Gold hit $5,327 an ounce in early January. As I write this, it’s trading around $4,146. That’s a decline of roughly 22% in six months.
That’s not a blip. That’s a real correction in an asset that a lot of people bought for safety.
Here’s why I’m paying attention.
The Setup
Inflation came in at 3.8% in the May CPI report. That’s the highest reading since 2023. The Fed has held rates at 3.5 to 3.75% for months. Futures markets are pricing in zero rate cuts for the rest of 2026.
That’s the exact environment where gold is supposed to work. Sticky inflation. High rates. A central bank that can’t ease. And yet gold has fallen 22% from its highs.
Two things can explain that. Either the inflation trade is dead and gold was wrong, or gold got ahead of itself in January and the pullback is creating an entry point.
I lean toward the second explanation. Here’s why.
What History Shows
Gold corrections of 15-25% are normal even in long-term gold bull markets. In the 2000s gold bull run, gold pulled back 20% or more multiple times before resuming its climb. The 2011 peak was preceded by a 15% correction that most people forgot about because the subsequent rally erased it.
A 22% pullback from a peak is painful if you bought at the top. But it’s not unusual. And it doesn’t invalidate the macro thesis unless the macro picture has changed.
Has it? Inflation is still running above 3.5%. The Fed still can’t cut. Government debt is still climbing. Those are the structural forces that drove gold to $5,327 in the first place. None of them have reversed.
Three Ways to Play the Pullback
If I’m right that this correction is a setup rather than a signal, here are three stocks worth looking at. I’m not calling a bottom. I’m saying the math is more interesting now than it was in January.
Newmont (NEM)
Newmont is the largest gold mining company in the world. They operate mines across the U.S., Canada, Australia, South America, and Africa. Revenue is north of $18 billion annually. At the time of writing, shares trade around $93.
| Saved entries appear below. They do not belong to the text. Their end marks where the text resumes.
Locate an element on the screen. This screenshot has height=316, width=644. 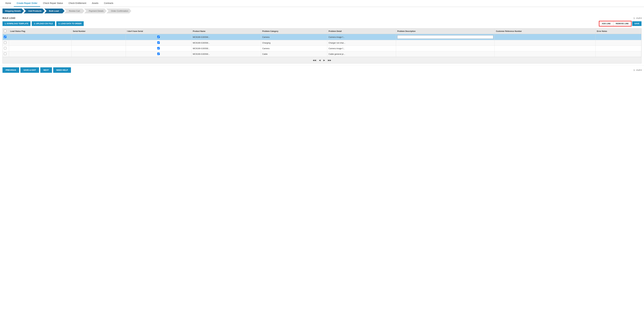
bulk-load-table: Load Status Flag Serial Number I don't h… is located at coordinates (322, 43).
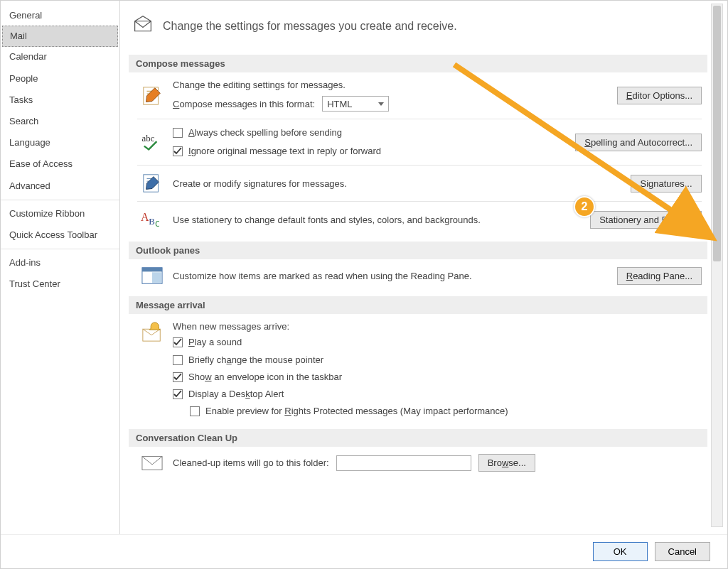  I want to click on sidebar-item-people: People, so click(60, 79).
When gold prices fall, miners get hit harder than the metal itself because their costs don’t fall with the price. That’s why Newmont has been pulled down alongside gold. But the reverse is also true: when gold stabilizes and turns, the miners move first and move fastest. Newmont’s production volume means small moves in gold price have outsized effects on their margins.
The risk is operational. Mining companies deal with labor disputes, equipment failures, and geopolitical surprises. But Newmont has been doing this for decades.
Franco-Nevada (FNV)
Franco-Nevada isn’t a miner. They’re a royalty company. They provide upfront financing to mining companies in exchange for a percentage of future production revenue. They don’t pay for the costs of running a mine. No equipment. No labor. No environmental liability. They just collect a cut of the gold that comes out.
That structure means Franco-Nevada has less downside than a traditional miner when gold falls. They also have less upside when it rises. It’s a smoother ride. At the time of writing, shares trade around $204.
Franco-Nevada has raised its dividend every year for over a decade. For an investor who wants gold exposure without the volatility of a mining operation, this is the conservative way in.
Wheaton Precious Metals (WPM)
Wheaton is a streaming company, similar to Franco-Nevada, but with a different portfolio. Wheaton focuses on silver and gold streaming contracts. They provide upfront capital to miners in exchange for the right to purchase a percentage of production at a fixed, low cost.
That fixed-cost structure is what makes this interesting. Wheaton pays roughly $4-5 per ounce for silver that sells for far more than that. Their margins are enormous and expand directly with precious metals prices. At the time of writing, shares trade around $108.
If gold stabilizes here and silver follows, Wheaton captures the upside with minimal operational risk.
The Honest Risk
I could be wrong. Gold could keep falling. If inflation breaks below 3% and the Fed signals cuts, the structural case for gold weakens and these stocks have further to fall. That’s the scenario that would invalidate this thesis.
But as long as inflation stays above 3.5% and rates stay where they are, I think a 22% pullback in gold is worth paying attention to. Not a bottom call. A “the math just got more interesting” call.
Do your own homework on position sizing. Gold stocks are volatile. But volatility in both directions is what creates opportunity.